If young men need another reason to go to college – and that does seem to be the case – they need look no further: they may need it to find a girlfriend or wife.
Educators in Maine have been perplexed and concerned by two diverging trend lines: Girls are increasingly getting higher educations and boys are not. At most public universities, female enrollment now significantly tops that of males.
A story in Sunday’s New York Times highlighted another worrisome trend: “About 18 percent of men ages 40 to 44 with less than four years of college have never married, according to census estimates. That is up from about 6 percent a quarter-century ago. Among similar men ages 35 to 39, the portion jumped to 22 percent from 8 percent in that time.”
It’s worth bearing in mind that at every age and among both sexes, fewer Americans are marrying. But the increase is the most pronounced for young males.
It’s also worth considering, perhaps, that more males simply don’t want to marry and would prefer to remain single. That, too, is possible.
But surveys show that most people, men and women, would like to marry at some point in their lives.
According to the Times, the biggest factor may be that the pool of women without college degrees is shrinking and most women with degrees seek mates with similar educational attainment and better financial prospects.
Life hasn’t been easy for men without much schooling. This group has been the most dramatically affected by the movement of manufacturing jobs overseas. Many have seen their real wages slowly sag over the past 30 years while wages for more educated workers have remained steady or grown.
Of course, for young people with their futures before them, the answer would seem clear: Stay in school. Develop a skill or learn a trade. It’s a cold world for workers without an education or marketable skills … in more ways than one.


• Task goal:
Using the data below, return every line that holds the word "Artif".

Data tied to figure images

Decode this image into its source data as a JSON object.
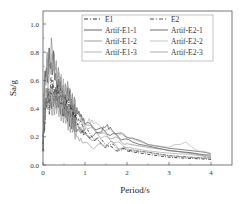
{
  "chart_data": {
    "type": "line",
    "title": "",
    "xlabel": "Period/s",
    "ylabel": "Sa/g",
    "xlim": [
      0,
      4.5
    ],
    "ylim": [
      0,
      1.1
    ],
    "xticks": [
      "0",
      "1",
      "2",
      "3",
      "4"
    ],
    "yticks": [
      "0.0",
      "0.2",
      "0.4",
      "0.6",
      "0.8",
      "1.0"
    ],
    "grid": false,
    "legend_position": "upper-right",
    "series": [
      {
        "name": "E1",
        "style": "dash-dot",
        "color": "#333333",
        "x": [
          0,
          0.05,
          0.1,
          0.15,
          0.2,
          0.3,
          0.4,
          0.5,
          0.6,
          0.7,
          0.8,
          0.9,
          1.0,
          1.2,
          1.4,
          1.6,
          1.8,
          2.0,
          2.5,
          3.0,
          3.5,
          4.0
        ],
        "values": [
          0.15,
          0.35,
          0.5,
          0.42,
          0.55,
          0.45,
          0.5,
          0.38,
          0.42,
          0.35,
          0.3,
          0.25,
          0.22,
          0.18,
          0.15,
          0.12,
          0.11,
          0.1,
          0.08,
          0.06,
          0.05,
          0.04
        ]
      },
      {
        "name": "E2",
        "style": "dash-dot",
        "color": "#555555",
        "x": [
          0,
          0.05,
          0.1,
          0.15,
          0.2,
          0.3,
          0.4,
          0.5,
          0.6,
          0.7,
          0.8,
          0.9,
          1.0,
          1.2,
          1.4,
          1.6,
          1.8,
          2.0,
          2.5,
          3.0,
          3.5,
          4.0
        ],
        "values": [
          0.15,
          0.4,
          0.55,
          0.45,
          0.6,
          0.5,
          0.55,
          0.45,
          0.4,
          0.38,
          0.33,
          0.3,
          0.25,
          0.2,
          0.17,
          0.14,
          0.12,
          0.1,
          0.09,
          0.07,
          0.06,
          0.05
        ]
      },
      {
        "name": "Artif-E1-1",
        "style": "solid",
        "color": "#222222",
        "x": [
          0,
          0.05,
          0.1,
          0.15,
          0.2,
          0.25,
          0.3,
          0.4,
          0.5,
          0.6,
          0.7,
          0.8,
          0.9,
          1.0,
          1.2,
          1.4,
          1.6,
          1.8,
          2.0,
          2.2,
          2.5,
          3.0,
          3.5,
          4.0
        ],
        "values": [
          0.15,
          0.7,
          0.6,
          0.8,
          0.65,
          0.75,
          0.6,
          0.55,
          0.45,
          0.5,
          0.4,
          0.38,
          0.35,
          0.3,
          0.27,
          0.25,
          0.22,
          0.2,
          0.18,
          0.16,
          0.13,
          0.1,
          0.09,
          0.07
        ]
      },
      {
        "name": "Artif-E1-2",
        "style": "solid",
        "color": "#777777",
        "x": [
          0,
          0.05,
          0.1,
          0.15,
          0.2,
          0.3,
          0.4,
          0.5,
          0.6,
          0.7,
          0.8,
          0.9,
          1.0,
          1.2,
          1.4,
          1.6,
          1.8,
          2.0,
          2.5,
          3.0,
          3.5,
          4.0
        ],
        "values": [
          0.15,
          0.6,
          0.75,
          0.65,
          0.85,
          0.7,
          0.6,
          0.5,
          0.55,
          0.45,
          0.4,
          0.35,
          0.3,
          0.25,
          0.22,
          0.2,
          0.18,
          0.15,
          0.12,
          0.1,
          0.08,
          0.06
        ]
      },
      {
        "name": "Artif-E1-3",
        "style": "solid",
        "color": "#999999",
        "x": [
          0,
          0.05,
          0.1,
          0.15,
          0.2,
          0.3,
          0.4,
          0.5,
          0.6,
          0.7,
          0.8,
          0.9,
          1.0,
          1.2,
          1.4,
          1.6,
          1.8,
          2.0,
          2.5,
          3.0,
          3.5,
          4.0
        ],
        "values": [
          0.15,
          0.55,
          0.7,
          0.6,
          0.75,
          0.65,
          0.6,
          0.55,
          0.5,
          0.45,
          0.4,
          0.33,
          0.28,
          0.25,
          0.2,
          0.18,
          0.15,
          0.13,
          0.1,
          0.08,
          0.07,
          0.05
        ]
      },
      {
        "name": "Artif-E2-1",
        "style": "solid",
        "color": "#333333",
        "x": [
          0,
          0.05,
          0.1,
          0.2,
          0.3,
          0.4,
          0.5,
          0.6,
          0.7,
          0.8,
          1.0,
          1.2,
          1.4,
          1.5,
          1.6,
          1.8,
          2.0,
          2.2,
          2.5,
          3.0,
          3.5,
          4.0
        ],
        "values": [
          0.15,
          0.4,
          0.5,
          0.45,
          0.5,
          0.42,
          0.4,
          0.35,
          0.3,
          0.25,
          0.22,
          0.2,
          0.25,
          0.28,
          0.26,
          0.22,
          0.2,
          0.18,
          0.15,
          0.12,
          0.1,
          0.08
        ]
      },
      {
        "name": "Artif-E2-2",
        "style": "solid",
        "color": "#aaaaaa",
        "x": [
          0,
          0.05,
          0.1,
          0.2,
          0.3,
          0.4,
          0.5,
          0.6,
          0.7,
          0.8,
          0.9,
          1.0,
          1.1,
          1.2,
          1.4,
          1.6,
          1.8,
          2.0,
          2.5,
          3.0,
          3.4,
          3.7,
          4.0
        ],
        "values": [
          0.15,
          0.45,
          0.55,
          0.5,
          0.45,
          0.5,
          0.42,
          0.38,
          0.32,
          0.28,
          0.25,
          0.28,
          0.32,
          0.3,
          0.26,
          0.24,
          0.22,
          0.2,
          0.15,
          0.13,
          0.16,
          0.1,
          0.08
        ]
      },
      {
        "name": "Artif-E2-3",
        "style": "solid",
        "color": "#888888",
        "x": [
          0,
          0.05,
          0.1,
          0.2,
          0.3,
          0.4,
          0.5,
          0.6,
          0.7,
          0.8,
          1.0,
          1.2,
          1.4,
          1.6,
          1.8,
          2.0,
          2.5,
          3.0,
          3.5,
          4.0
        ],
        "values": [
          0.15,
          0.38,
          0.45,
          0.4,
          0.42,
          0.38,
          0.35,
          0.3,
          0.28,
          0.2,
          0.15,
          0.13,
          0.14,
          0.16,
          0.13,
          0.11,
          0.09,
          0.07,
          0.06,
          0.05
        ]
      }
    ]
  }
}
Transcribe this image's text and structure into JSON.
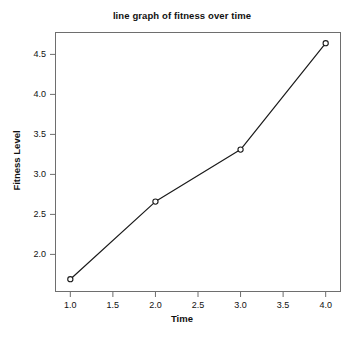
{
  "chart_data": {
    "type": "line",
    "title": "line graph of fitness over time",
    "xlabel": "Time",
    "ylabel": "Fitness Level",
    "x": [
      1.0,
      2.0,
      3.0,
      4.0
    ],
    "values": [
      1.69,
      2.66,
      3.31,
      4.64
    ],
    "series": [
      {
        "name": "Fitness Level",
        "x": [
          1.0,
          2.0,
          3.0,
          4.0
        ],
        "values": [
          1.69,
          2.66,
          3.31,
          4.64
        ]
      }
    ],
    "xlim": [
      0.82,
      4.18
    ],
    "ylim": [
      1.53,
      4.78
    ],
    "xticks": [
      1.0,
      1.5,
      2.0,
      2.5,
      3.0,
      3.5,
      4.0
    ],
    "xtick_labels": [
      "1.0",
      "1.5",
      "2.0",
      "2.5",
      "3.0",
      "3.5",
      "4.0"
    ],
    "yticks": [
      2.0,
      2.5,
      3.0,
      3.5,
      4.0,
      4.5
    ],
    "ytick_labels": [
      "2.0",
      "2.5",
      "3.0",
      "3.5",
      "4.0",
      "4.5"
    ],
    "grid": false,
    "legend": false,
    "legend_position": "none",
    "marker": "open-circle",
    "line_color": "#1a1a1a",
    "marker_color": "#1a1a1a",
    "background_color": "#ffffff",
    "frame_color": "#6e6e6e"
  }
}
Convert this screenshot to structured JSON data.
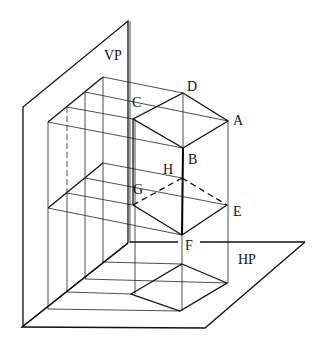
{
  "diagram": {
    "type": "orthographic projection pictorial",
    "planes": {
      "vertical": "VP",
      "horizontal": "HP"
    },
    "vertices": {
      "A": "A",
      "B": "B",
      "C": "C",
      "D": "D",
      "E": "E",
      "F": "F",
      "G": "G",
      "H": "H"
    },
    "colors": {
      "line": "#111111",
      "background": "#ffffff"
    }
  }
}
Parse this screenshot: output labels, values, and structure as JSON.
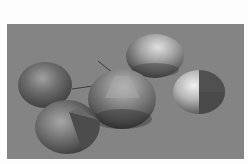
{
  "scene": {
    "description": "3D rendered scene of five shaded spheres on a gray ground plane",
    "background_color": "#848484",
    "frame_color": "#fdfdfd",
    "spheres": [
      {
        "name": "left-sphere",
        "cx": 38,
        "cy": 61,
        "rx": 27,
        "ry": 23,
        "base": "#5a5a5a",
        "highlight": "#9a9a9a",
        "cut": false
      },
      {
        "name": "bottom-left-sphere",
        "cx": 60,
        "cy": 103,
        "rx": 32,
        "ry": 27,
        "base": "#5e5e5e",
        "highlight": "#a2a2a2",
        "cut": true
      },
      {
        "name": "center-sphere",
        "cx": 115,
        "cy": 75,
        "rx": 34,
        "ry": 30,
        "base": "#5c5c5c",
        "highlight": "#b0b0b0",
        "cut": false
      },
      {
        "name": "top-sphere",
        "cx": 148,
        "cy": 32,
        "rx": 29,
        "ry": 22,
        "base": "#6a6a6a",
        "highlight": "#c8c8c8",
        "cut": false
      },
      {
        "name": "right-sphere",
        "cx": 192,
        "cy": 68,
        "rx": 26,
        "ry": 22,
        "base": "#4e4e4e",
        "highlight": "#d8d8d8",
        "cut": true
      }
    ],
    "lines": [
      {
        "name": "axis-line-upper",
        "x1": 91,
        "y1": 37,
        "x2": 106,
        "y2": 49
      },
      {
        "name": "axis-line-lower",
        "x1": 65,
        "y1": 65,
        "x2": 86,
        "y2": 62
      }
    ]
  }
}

• Answer:
        "name": "Artif-E1-1",
        "name": "Artif-E1-2",
        "name": "Artif-E1-3",
        "name": "Artif-E2-1",
        "name": "Artif-E2-2",
        "name": "Artif-E2-3",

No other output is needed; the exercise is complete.